Many of these items can be achieved through careful management and enforcement of service level agreements (SLAs) with cloud providers. Though enforcement of SLAs is difficult, due to transparency issues with cloud providers, the authors of Self-Adaptive and Resource-Efficient SLA Enactment for Cloud Computing Infrastructures (presented at IEEE Cloud 2012) and Casvid: Application Level Monitoring for SLA Violation Detection in Clouds (presented at COMPSAC 2012) present methods for SLA enactment and monitoring that organizations may find useful to consider.
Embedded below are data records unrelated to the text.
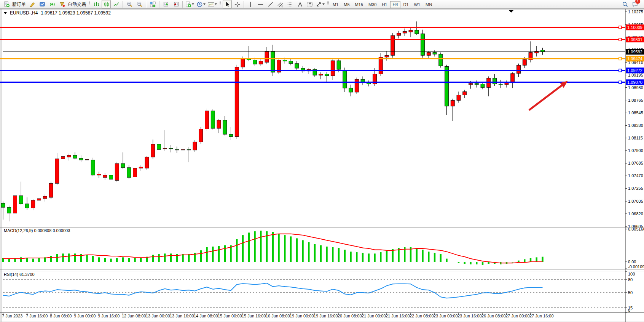 The height and width of the screenshot is (322, 644). Describe the element at coordinates (237, 4) in the screenshot. I see `crosshair-button` at that location.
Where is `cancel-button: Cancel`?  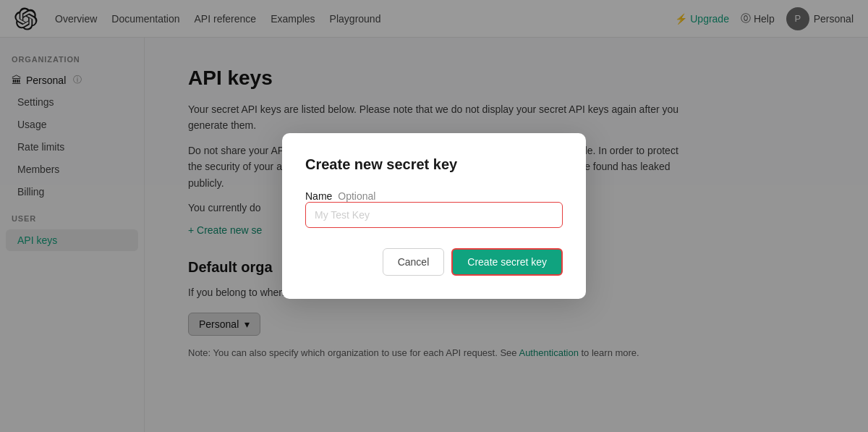 cancel-button: Cancel is located at coordinates (414, 262).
Several researchers suggest encryption as a method of protecting data in the cloud. Two novel solutions are described by the authors of Over-Encryption: Management of Access Control on Outsourced Data and Privacy as a Service: Privacy-Aware Data Storage and Processing In Cloud Computing Architectures, but these are clearly not the only options proposed for secure data storage in the cloud. One vulnerability of data encryption with respect to rogue administrators is that encryption keys stored or used on cloud systems are subject to eavesdropping.

A motivated attacker could potentially recover decryption keys using memory analysis on the host system. Using cloud services to simply store and/or transfer encrypted information, without introducing the associated keys to the cloud system, is a potential way to protect that data from a rogue cloud administrator. For some organizations, this could be a way to protect the data from rogue local administrators as well. That is, a cloud-based rogue administrator would have access to the encrypted data, but not the associated keys; and a local rogue administrator would have access to the locally-stored keys, but not the encrypted data. It is easy to point out a weakness with this suggestion: How does the organization prevent the local rogue administrator from stealing credentials to access the cloud-based data? Proper enforcement of local separation-of-duties policies, as described in Separation of Duties in Computerized Information Systems of Database Security IV: Status and Prospects could be a viable approach to that problem.
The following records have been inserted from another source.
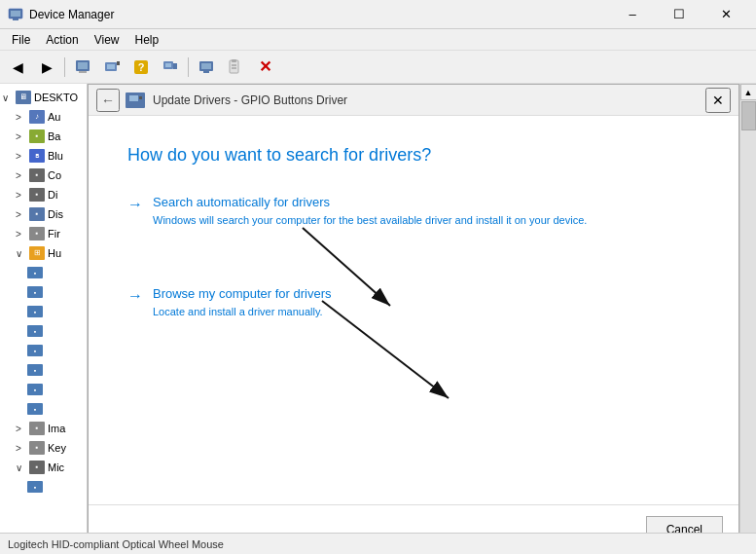 The width and height of the screenshot is (756, 554). What do you see at coordinates (56, 428) in the screenshot?
I see `tree-label-imaging: Ima` at bounding box center [56, 428].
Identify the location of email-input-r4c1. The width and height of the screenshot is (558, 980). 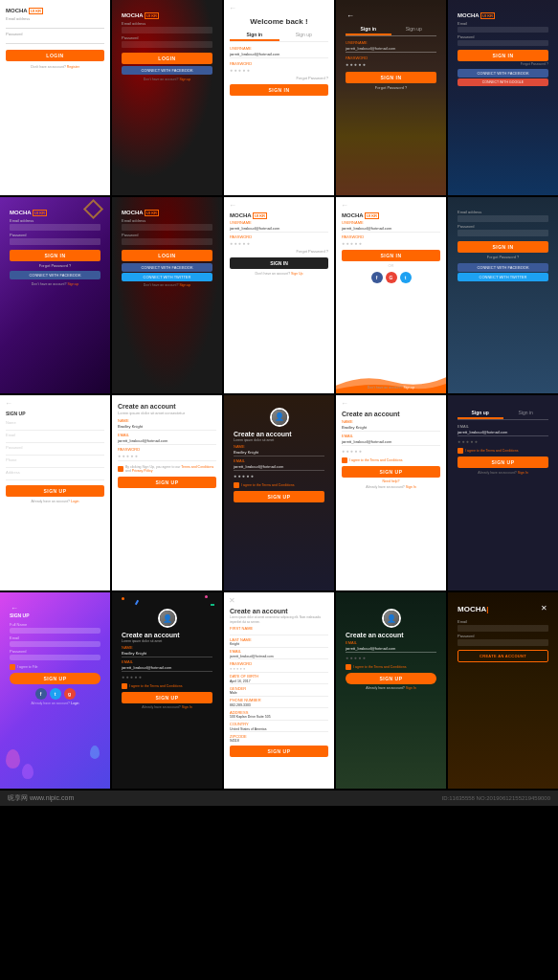
(56, 644).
Other issues that illustrate the risk posed by rogue administrators are the lack of involvement an organization has in the hiring process, access control procedures, and monitoring of system administrators at the cloud provider. The concerns are generally as follows:

  • How does an organization know the access?
  • How does the customer know the cloud provider enforces strict hiring guidelines?
  • How can the organization be assured that the cloud provider is adequately monitoring for insider attacks?

The insinuation could be made that cloud providers hire any system administrator they can find, regardless of qualifications or security concerns. But current events do not seem to support the notion that cloud providers have no security vetting process and hire unknown and untrusted administrators. Otherwise, cases of nefarious insiders stealing sensitive information from within cloud providers would abound. Rather, it seems that cloud providers have a vested interest in hiring carefully screened administrators that meet the security requirements of their customers.

This interest would seem to be particularly true for very large and visible cloud providers seeking to attract business from multi-national corporations, governments, etc., such as the U.S. Department of the Interior, which recently announced a 7-year, $35 million contract for cloud email and collaboration services. Because data protection is critical to business success, cloud providers simply cannot afford a rogue administrator incident; and they have enormous resources available to ensure system administrators are carefully vetted prior to hiring, given very limited access to systems with customer data, and are carefully monitored for indications of malicious activity.

Coming up next: We'll discuss ways of securing against two more types of cloud-related insider threats.